The days of the big, anthemic guitar bands are over; otherwise The
Constantines would surely be following along in U2's decades-ago footsteps,
converting arena after arena to the next biggest band in the world. Their
third full-length is their best ever, a passionate yet cohesive vault into
outsized rock sound. It is much more of a whole than predecessor Shine a Light,
gathering weight and heft as it proceeds to the mammoth "You Are a
Conductor."
Much has been made of The Constantines' intrinsic polarity their angular
instrumental sound jostles smooth white-soul vocals but the two halves
seem more united here than ever before. The power comes from Doug
MacGrath's tumultuous tribal drumming heavy on the toms and light on the
cymbals, it is the primitive core of nearly every cut. Still, the reason
you can hear it, track after track, is because of the rest of the band's
restraint. There's judicious use of both sparseness and frenzy. For
example, in "Draw Us Lines," percussion carves a bare-bones space for Bryan
Webb's hoarse, dramatic vocals, but unexpected bursts of guitar and
keyboard rupture through in multicolored ecstasy. Similarly, "Hot Line
Operator" builds tension with minimal elements, the slap of off-beats, a
seductive falsetto, a shimmering keyboard, threatening always to explode,
but always pulling back.

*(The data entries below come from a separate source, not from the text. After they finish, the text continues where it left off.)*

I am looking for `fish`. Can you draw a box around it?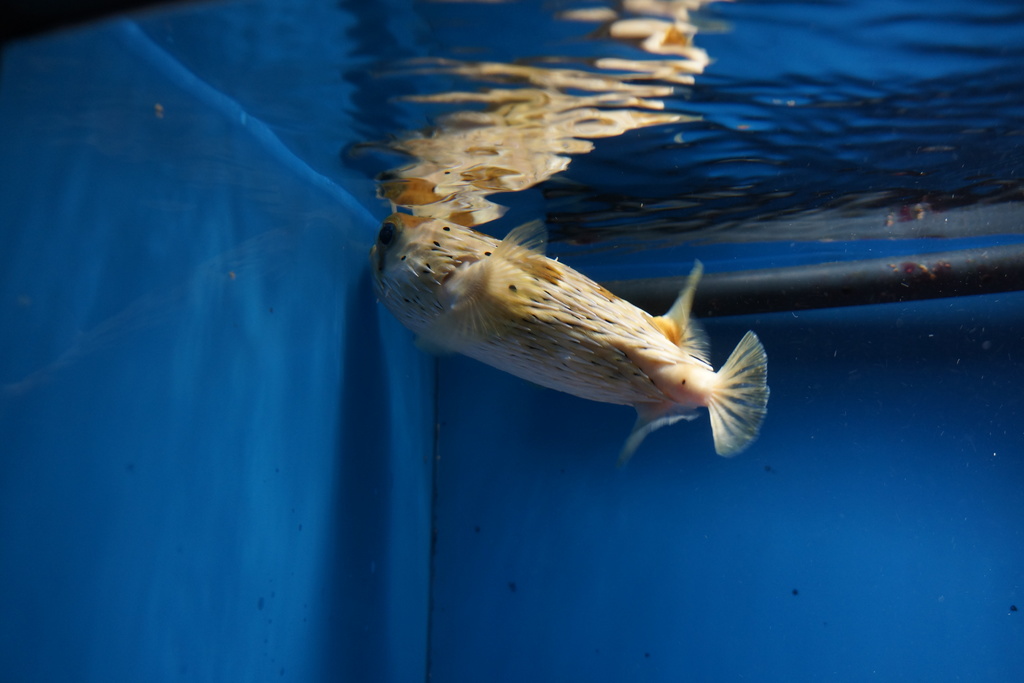
Sure, the bounding box is {"left": 387, "top": 181, "right": 778, "bottom": 476}.
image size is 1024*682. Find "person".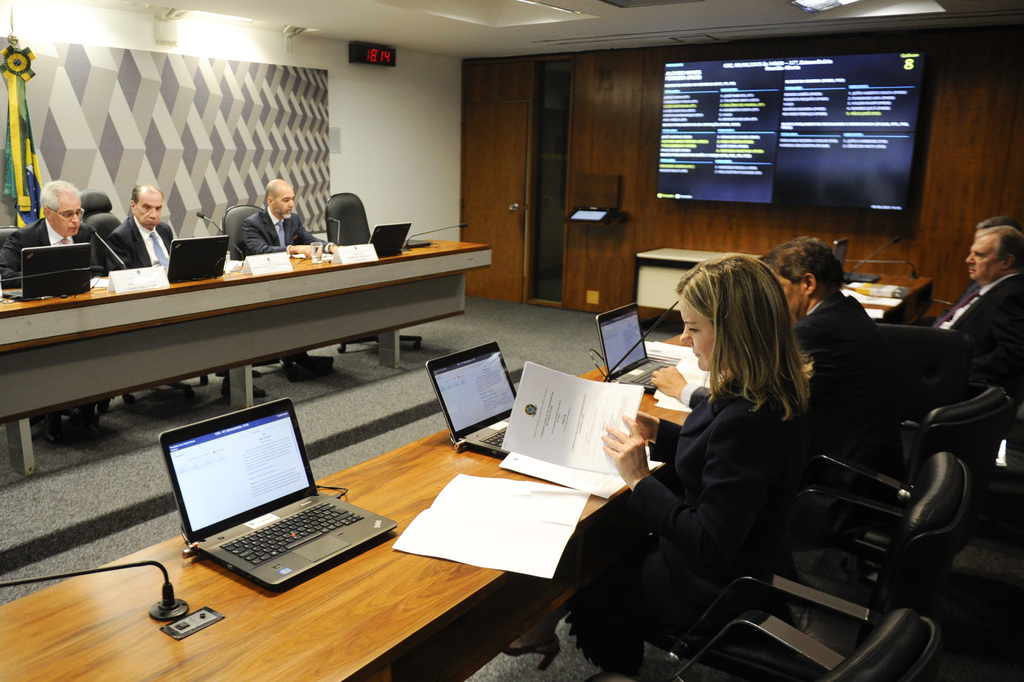
(left=927, top=225, right=1023, bottom=386).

Not until "Lizaveta" do those thick, distorted
guitars emerge, powering a slow rock dirge to triumph. "It's good... we
desire disorder... with this desire... we our own destroyers..." sings Webb
against the rock-steadiest of beats, that disorder contained but immanent
as it is in all great rock songs.
"Working Full-Time" is another triumph, begun in a scream and pedal-altered
haze of guitars and shimmering to life with pulsating guitar riffs. The
subject matter is the dignity of the working man, an Orozco mural's worth
of larger-than-life lunchpail heroes trudging through the day-to-day. It's
not something that glamorous bands spend much time thinking about,
but The Constantines bring fire to the discussion with their chant
"We... won't... be... undersold." With "You Are a Conductor," we again hear a
ritual drumbeat, slow tempo'd and magnificent, punctuated by ringing
guitar notes and mystical observations about "jungles of doubt" and
"battles to come." Even the guitar solos are slowed, heavy, weighted with
meaning... the song is larger, more significant because of its measured pace.

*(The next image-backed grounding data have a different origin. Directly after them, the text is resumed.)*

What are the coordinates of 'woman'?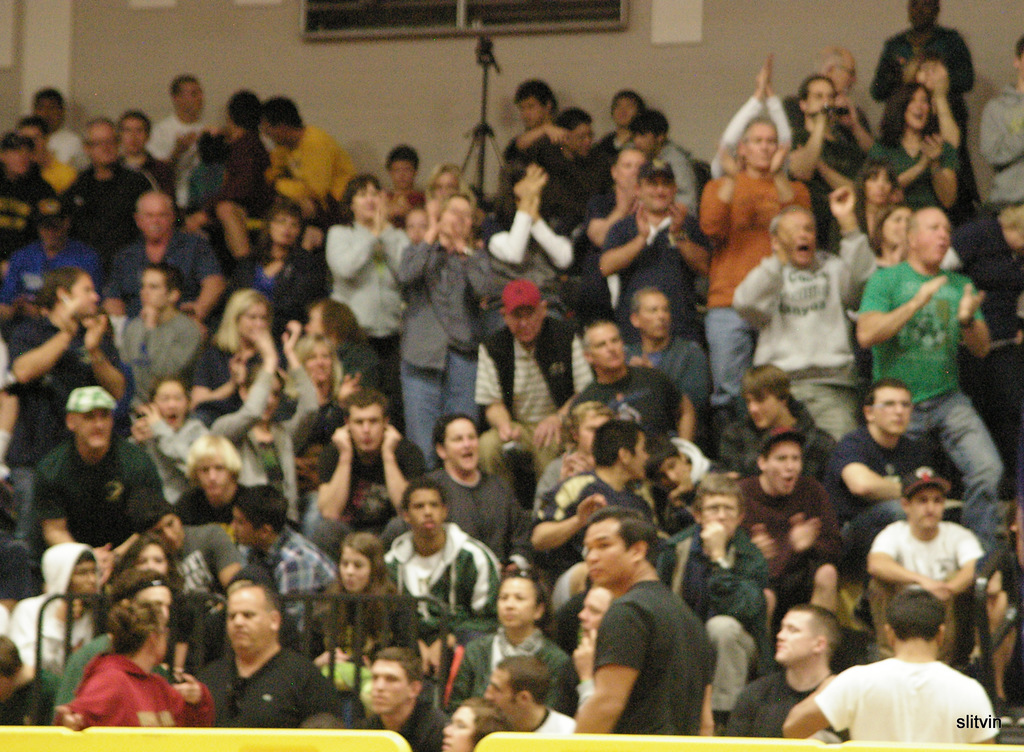
(859,80,961,232).
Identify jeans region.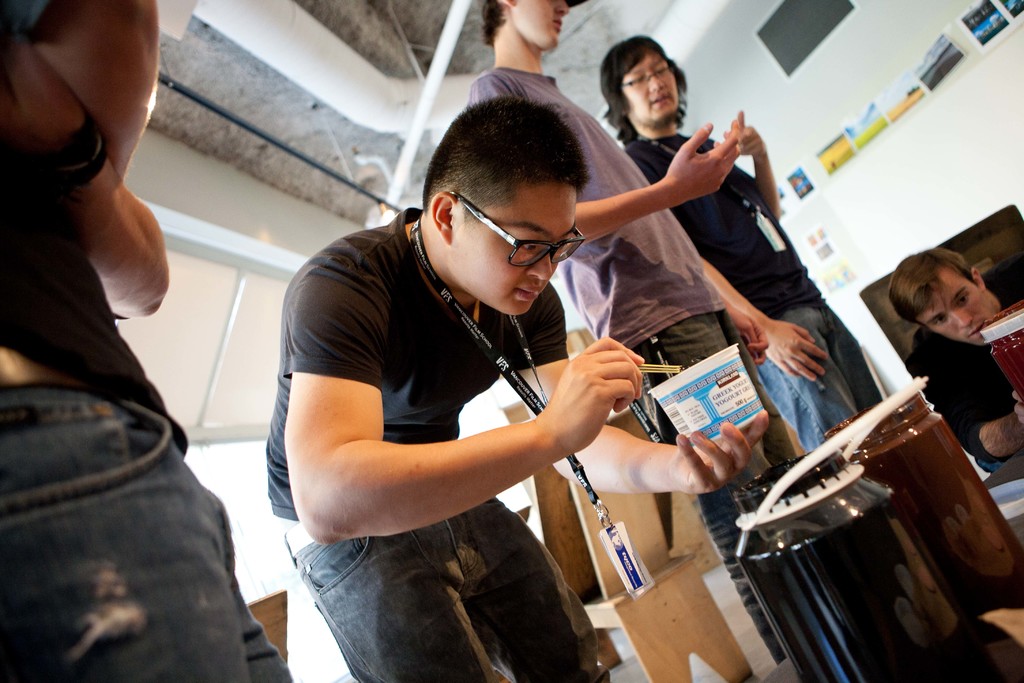
Region: box(269, 520, 616, 674).
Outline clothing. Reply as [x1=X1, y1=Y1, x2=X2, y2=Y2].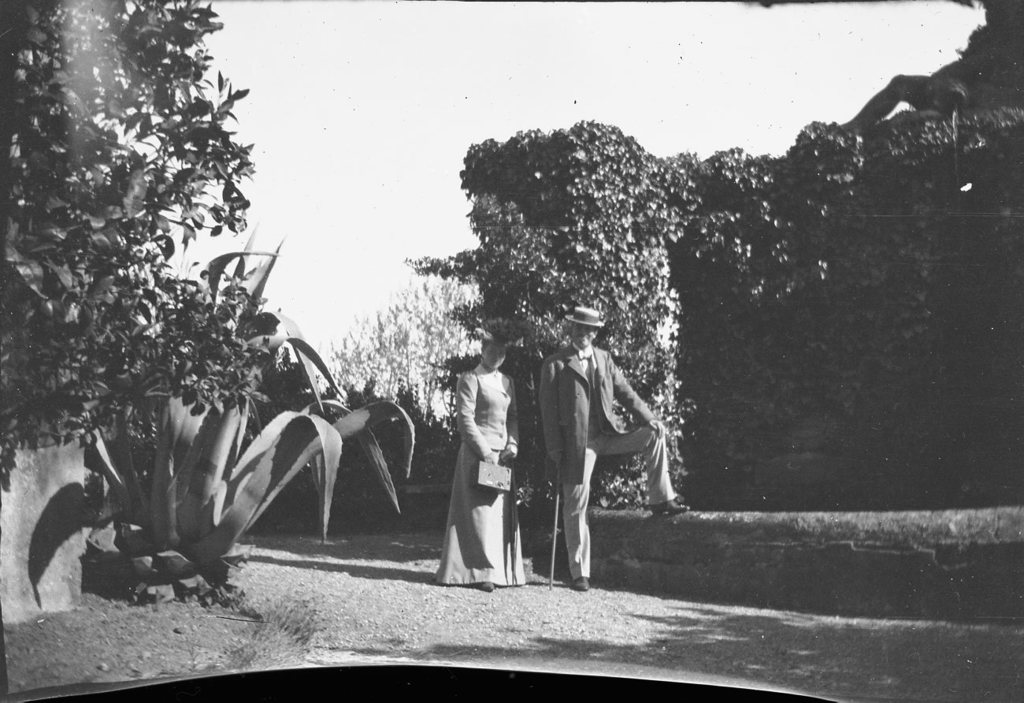
[x1=440, y1=341, x2=525, y2=587].
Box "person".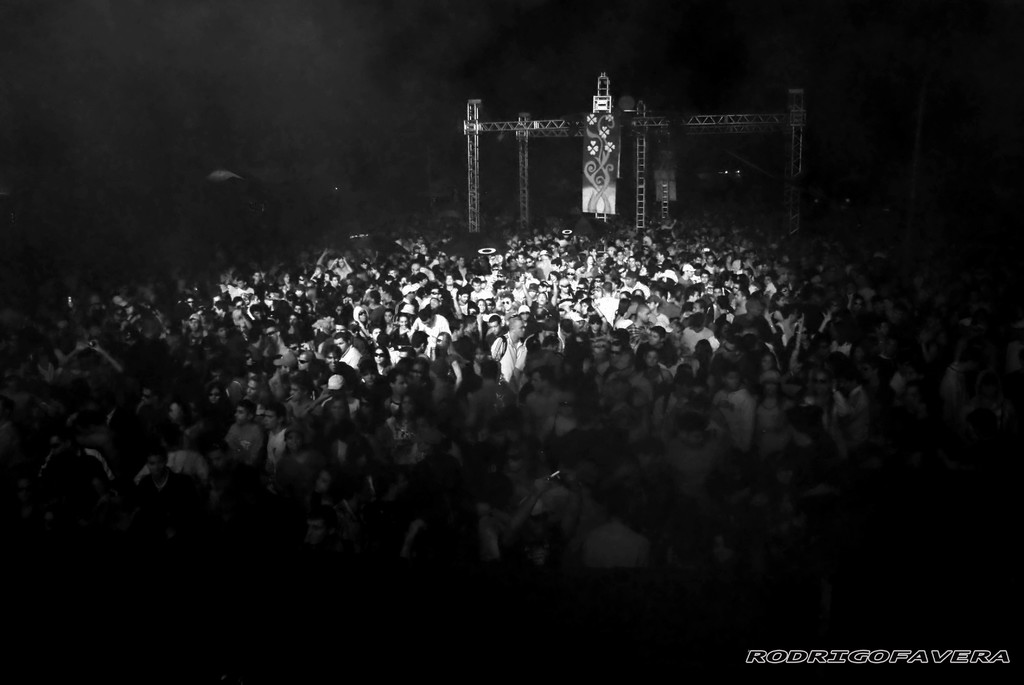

The final song of Tournament of Hearts is the exception to everything not
a big song or a slow song or an anthemic song, it would sound fairly strange
in
a football stadium. Yet "Windy Road," just Webb's
whispered voice, a few guitar chords and a reverberating keyboard, has its
own tension and drama, evidence that The Constantines can be just as
passionate in pianissimo as in triple forte.